Long Beach Leaders are Readers: Cordelia Howard, Retired Director of Library Services

Long Beach Leaders are Readers features leaders in our community as they share their recommended reads. In celebration of National Library Month we’ve asked Cordelia Howard, (Ret.) Director of Library Services, to be our April feature. Ms. Howard has shared the following reading recommendation. Enjoy!

Photo of Cordelia Howard, in the Billie Jean King Main Library, holding the book titled The 1619 Project.

The 1619 Project: A New Origin Story

by Nikole Hannah-Jones & “The New York Times Magazine”

They say that history is written by the winners.

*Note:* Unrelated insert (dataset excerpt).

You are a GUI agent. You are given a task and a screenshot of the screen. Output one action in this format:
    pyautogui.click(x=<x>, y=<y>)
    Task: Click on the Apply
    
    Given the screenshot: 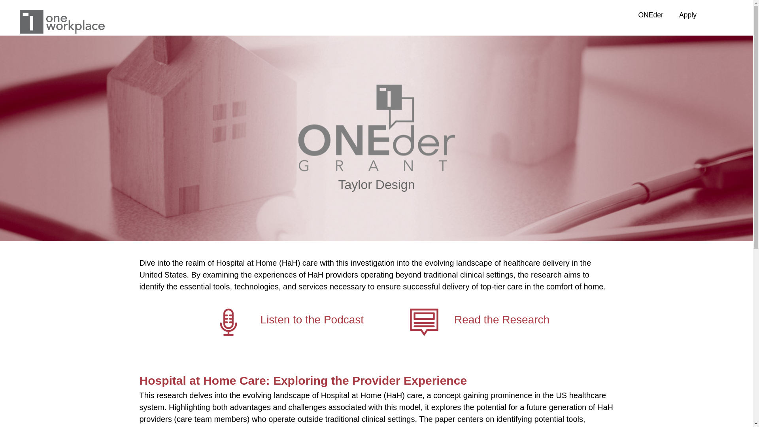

I am a hard-core, dyed- in- the- wool history buff. My undergraduate degree is in history, political science and geography and I’m drawn to anything that can explain, help me to understand or illuminate “how we got to where we are”. Books that tell the other half of the story. The 1619 Project: A New Origin Story, which began as an initiative of The New York Times Magazine in 2019, is such a book.

Screenshot taken from The New York Times 1619 Initiative

The 1619 Project brings together through essays, poetry and fiction, the long ignored “other” aspects of our national story. From 1619, when the first enslaved people arrived in Jamestown until today, the book illustrates through politics, art, music, race, economics and much more, the impact of slavery on the formation of our democracy and the its continuing effect on contemporary American society.

This book is not an “easy read” but, it is a fiercely important book. It has become controversial and the target of backlash and censorship. However, reading it leads one to a greater understanding of our America and “how we got to where we are”.

-Cordelia Howard

Director of Library Services 1983-1998, Long Beach Public Library


Part of our Long Beach Leaders are Readers program includes inviting the featured leader to sign the inside of their book recommendation so that future patrons who check the book out will be able to learn about the significance of the book to our local leaders. Keep an eye out for the signed recommendations at your local branch!


Find “The 1619 Project” at your local neighborhood branch here.